Republican Gov. Larry Hogan said the state would save $10 million to $15 million a year by closing the Baltimore City Detention Center, which houses hundreds of inmates awaiting trial or serving short sentences. Employees and inmates will be reassigned to other facilities, he said.

"There is plenty of capacity elsewhere in the system to meet this need," Hogan said. "Given the space that we have, it makes no sense whatsoever to keep this deplorable facility open."

While standing by the crumbling building where inmates could be heard shouting, Hogan sharply criticized his predecessor, former Gov. Martin O'Malley, for failing to take stronger action to prevent corruption at the facility and not closing it sooner. O'Malley is now seeking the Democratic nomination for president.

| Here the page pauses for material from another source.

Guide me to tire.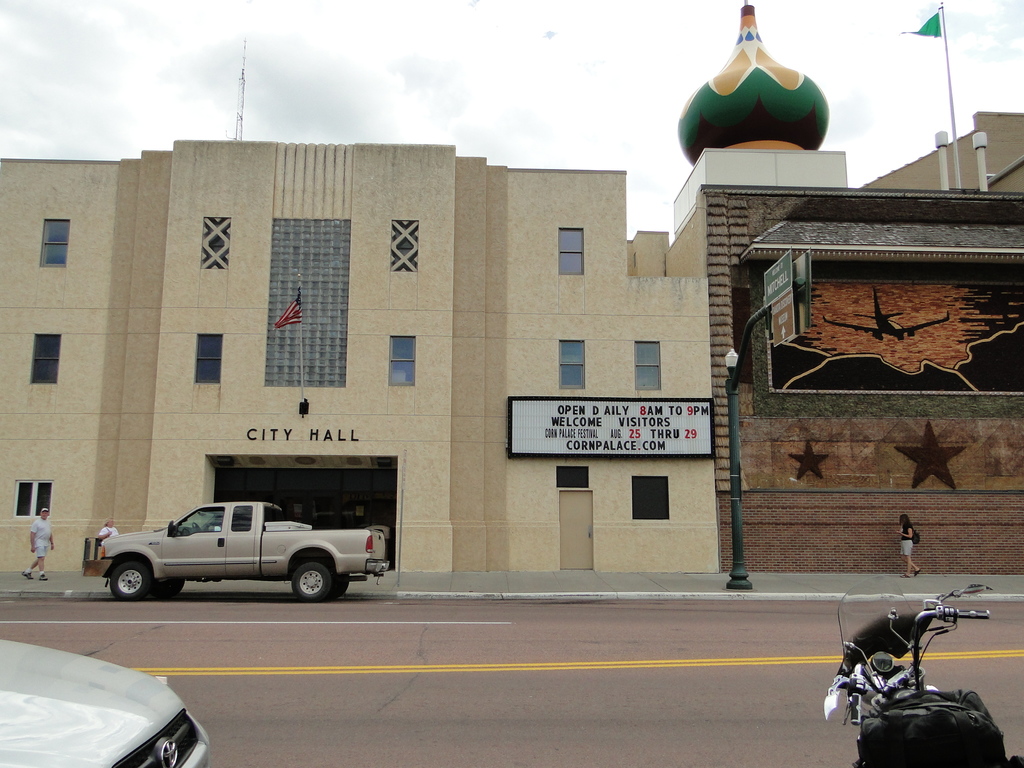
Guidance: x1=109 y1=561 x2=149 y2=600.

"Maryland taxpayers were unwittingly underwriting a vast criminal enterprise run by gang members and corrupt public servants," Hogan said. "Ignoring it was irresponsible and one of the biggest failures in leadership in the history of the state of Maryland."

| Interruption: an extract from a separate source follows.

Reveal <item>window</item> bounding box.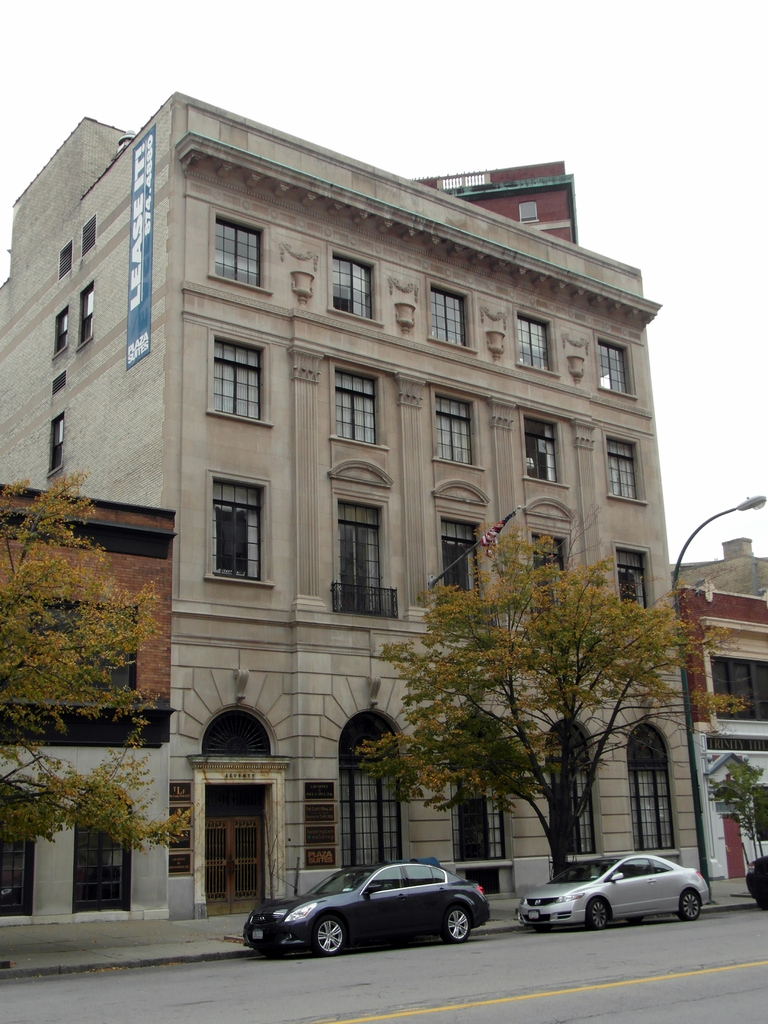
Revealed: bbox(71, 786, 136, 913).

A federal indictment in 2013 exposed a drug- and cellphone-smuggling ring involving dozens of gang members and correctional officers at the jail. The investigation also exposed sexual relations between gang leader Tavon White and female guards that left four of them pregnant.

The ACLU and the Baltimore-based Public Justice Center last month called on a federal judge to reopen a lawsuit against Maryland over what the agencies described as substandard conditions.